Ruth Lister, Poverty (Polity Press, 2021), 31.
As we hand out clothes to individuals and families experiencing poverty in the South Wales valleys it is important that we give clothes that invite their wearers to take their place within society. We cannot rely on Matthew 25:36 for our theological framework any longer. It is better, I would argue, to look to the descriptions in Scripture of how God welcomes the oppressed and the victims of injustice. An example of such a description is found in Psalm 113:7-8, which says:
He raises the poor from the dust
Psalm 113: 7-8 (ESV).
and lifts the needy from the ash heap,
to make them sit with princes,
with the princes of his people.
The same generosity is described in the story of the lost son (Luke 15:11-32). When the prodigal returns, his shame permitting him to dare only to hope to become a household servant, the father gives him the best robe to wear, and he slaughters the best calf for the feast. The cure for shame is grace, lavish grace that elevates the individual and invites them to take their place of honour in the world. Lavish grace affirms the image of God and persuades the shame-clad person that abundant life is God’s gift to them. As with the lost son, grace persuades us all that we have a home in this world. That’s the theory at least. The reality is almost always far more complicated, far more messy. It’s made so by the contingencies of life and the imperfections of our demonstrations God’s grace. Sometimes shame finishes its vile work before grace gets much of a chance to do any good. And sometimes it’s all too tragic to bear.

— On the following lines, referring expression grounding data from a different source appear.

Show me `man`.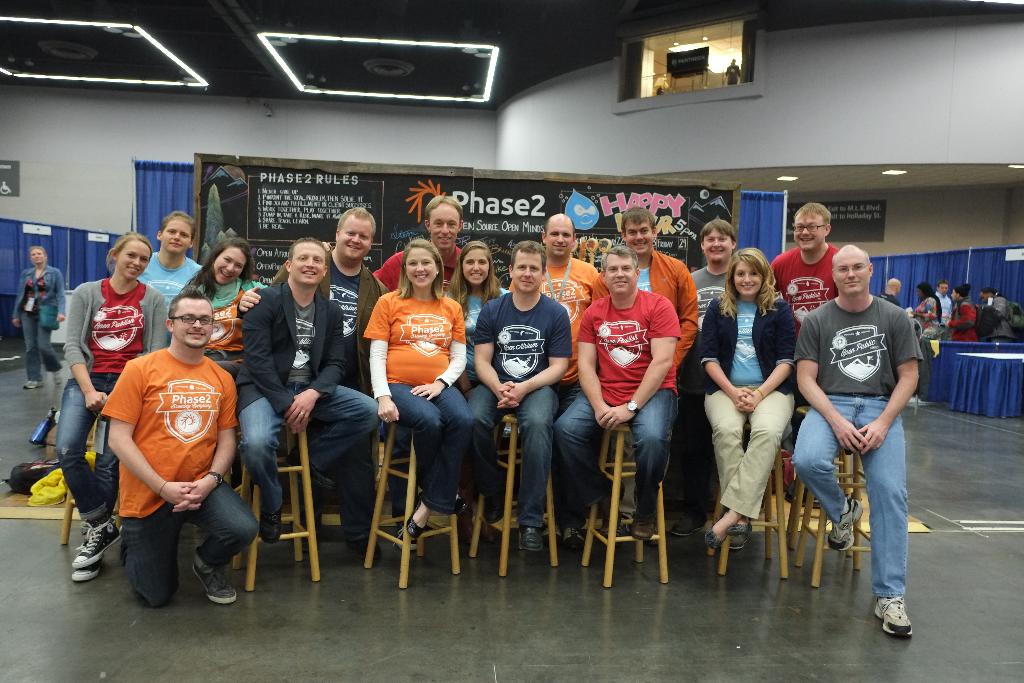
`man` is here: 372 199 463 291.
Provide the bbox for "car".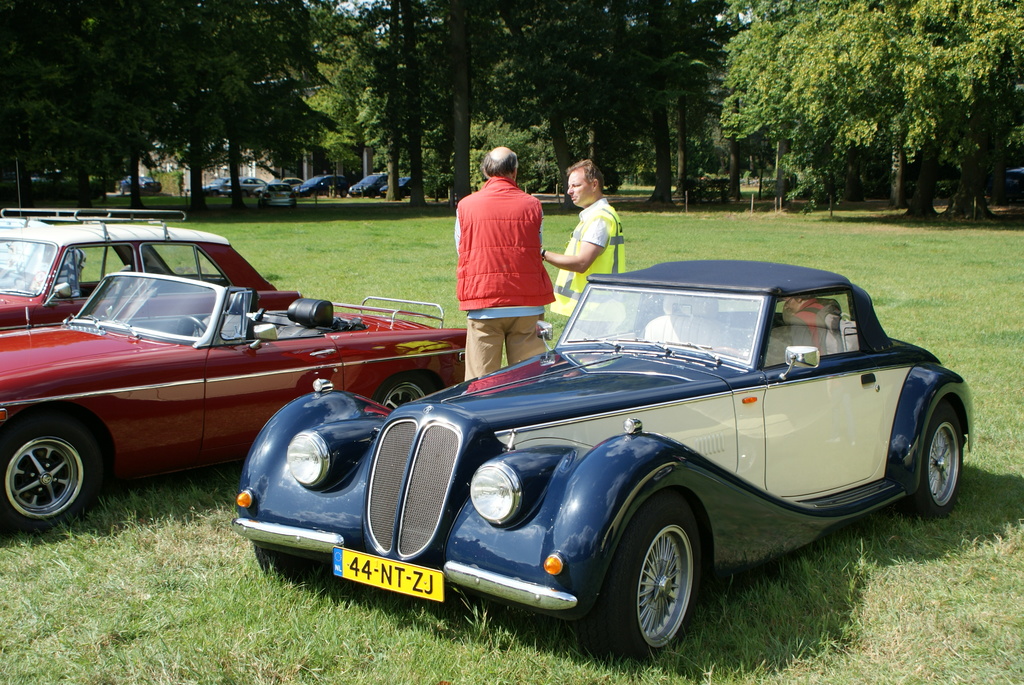
crop(116, 172, 160, 194).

Rebecca and I spent that afternoon putting together a small wardrobe of clothes for Mandy, wishing all the while that she could have been with us to choose her own clothes and feeling greater responsibility to give the best that we had in stock. The following morning another volunteer took the clothes to the hotel where Mandy had been housed by the local authority when the pandemic struck. In hindsight he recalled the ashen look on the receptionist’s face as he approached her, but in the moment he innocently asked if Mandy was there. The receptionist struggled to contain her emotions as she told him that Mandy had died that night.
References
[1] All names have been changed to preserve anonymity.
[2] Rhondda Cyon Taf County Borough Council, “Report of the Director of Public Health, Protection & Community Services,” (26/09/2019).
[3]The Universal Declaration on Human Rights, Article 25; International Covenant on Economic, Social and Cultural Rights, Article 11.
[4] Ruth Lister, Poverty (Polity Press, 2021), 36.
[5] Ibid., 115.
© Owen Griffiths, 2022.
This work is licensed under Attribution-NonCommercial-ShareAlike 4.0 International (CC BY-NC-SA 4.0).
Cover Image: © Owen Griffiths, 2022.
Owen Griffiths is the minister of Carmel Church in the Rhondda Valley, South Wales, a psychotherapist and the chair of BIAPT.